The Cisco TelePresence Touch 12 is now shipping with the new CTS 1300 47, a team system that brings the in-person, 3 camera experience of the immersive products to a smaller, more flexible room. Even better, this 12 inch Touch is also shipping with all CTS products. Check out this video to see it in action and learn more!
How many people does it take to manage the service infrastructure supporting over 150,000 hardware phones, 50,000 soft phones, and 10,000 room and desktop video devices. That’s the size of our UC infrastructure at Cisco, and today we manage all our voice, voicemail, and video services with an integrated voice and video Tier 3 operations team of 25 people, and another 5 people supporting contact center applications and services. We do this by continually finding new efficiencies – learning new ways to support existing services so we can spend more time learning how to support the new technologies.
When does a new business relationship need to move from being a virtual (online) experience to a physical (in-person) experience? That question was a topic of discussion with a couple of friends, over a beer after a recent TechHub event. Moreover, I have been pondering this issue since I participated in the pilot of an International Investment Forum.

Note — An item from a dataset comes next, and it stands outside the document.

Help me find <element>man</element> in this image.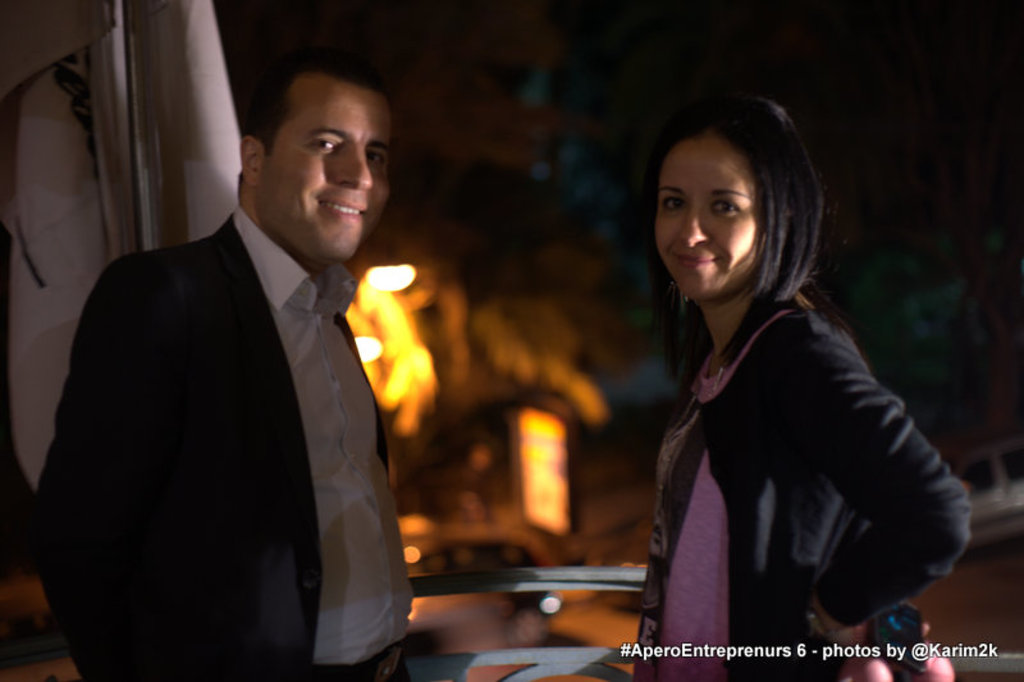
Found it: box=[42, 61, 454, 667].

How much of our business conversations need to be face-to-face? With all the electronic communication options that are at our disposal today, does it really matter?

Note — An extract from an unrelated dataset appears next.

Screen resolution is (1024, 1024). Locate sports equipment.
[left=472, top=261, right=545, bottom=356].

I heard an NPR story the other day about the FCC‘s recent ruling that diverts monthly fees from rural telephone service to rural broadband service. The “Universal Service Fund” or something similar has been around since the early 20th century, charging a small fee on our phone bills to subsidize phone service for rural areas and the poor.
The newly minted “Connect America Fund” now allocates this money for mobile telephone and broadband in rural communities and needy areas. As I’ve discussed in a blog post earlier this year, access to the internet can not only offer rural U.S. citizens access to critical information, but it can provide them health care benefits that could literally save lives.